De Decker said linguists are already beginning to study the pandemic’s effect on language, pointing to commentary in the South African Journal of Science about how people are talking about the pandemic in different languages.

Finding common ground

“How we relate to one another in those warm and simple connections of making jokes and compliments about each other's masks or hair is an important thread,” said folklorist and linguist Philip Hiscock, who spoke to SaltWire Network about how we used language to connect with one another this year, despite being far less physically connected than usual. Pictured are a variety of masks on a sign in a Halifax building. - SaltWire Network file photo
“How we relate to one another in those warm and simple connections of making jokes and compliments about each other's masks or hair is an important thread,” said folklorist and linguist Philip Hiscock, who spoke to SaltWire Network about how we used language to connect with one another this year, despite being far less physically connected than usual. Pictured are a variety of masks on a sign in a Halifax building. - SaltWire Network file photo

Gillis said these changes to language reflect our humanity.

“The idea that a collective lexicon or vernacular would grow out of what is a hugely dramatic and traumatic event is, I think, a very human thing,” he said.

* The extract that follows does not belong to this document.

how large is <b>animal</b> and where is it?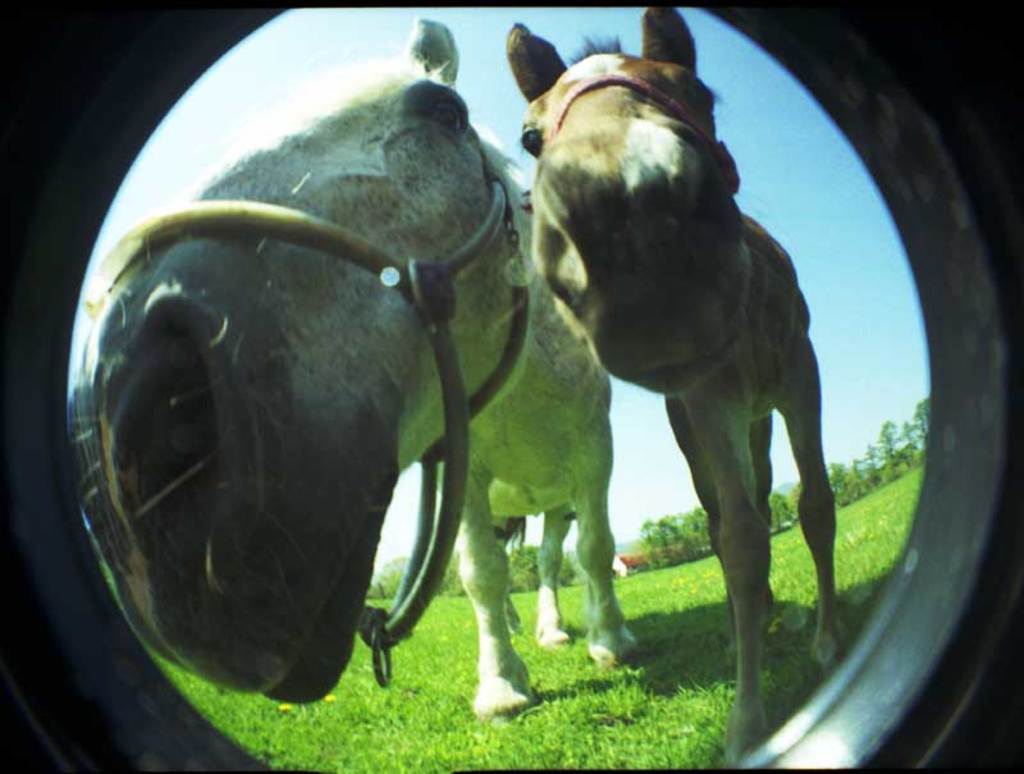
Bounding box: bbox=(502, 0, 840, 756).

“I hope it tells us that we’re all still working together, and still trying to find a common ground and a common vocabulary in terms of figuring out how to proceed, and how to keep each other safe. …As language is a living thing, it makes sense that it would evolve and change in the face of quite a lot of challenges.”

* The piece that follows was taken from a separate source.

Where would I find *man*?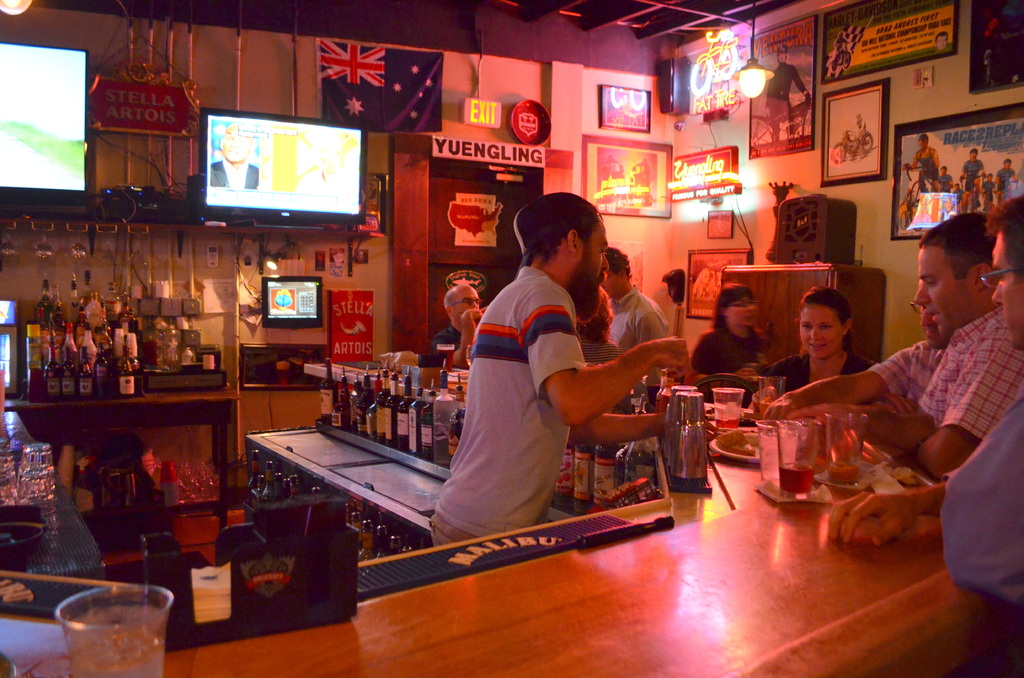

For folklorist and linguist Philip Hiscock, a retired Memorial University professor, the term that stands out to him most this year — and which speaks to the human element of where the disease and language intersect — is “COVID hair.”

Hiscock said “COVID hair” is a humorous performance by those who used the term to describe the effect of pandemic business closures on their appearance — in this case, grown-out locks, perhaps with more split ends or grey than usual.

“It is what is sometimes called an ‘intimatiser’ — a technique for actually using something with a fun component to draw people somewhat more together,” he said.

“There is indeed a lot to be worked out about what the terms and their use tell us about modern society...but how we relate to one another in those warm and simple connections of making jokes and compliments about each other's masks or hair is an important thread.”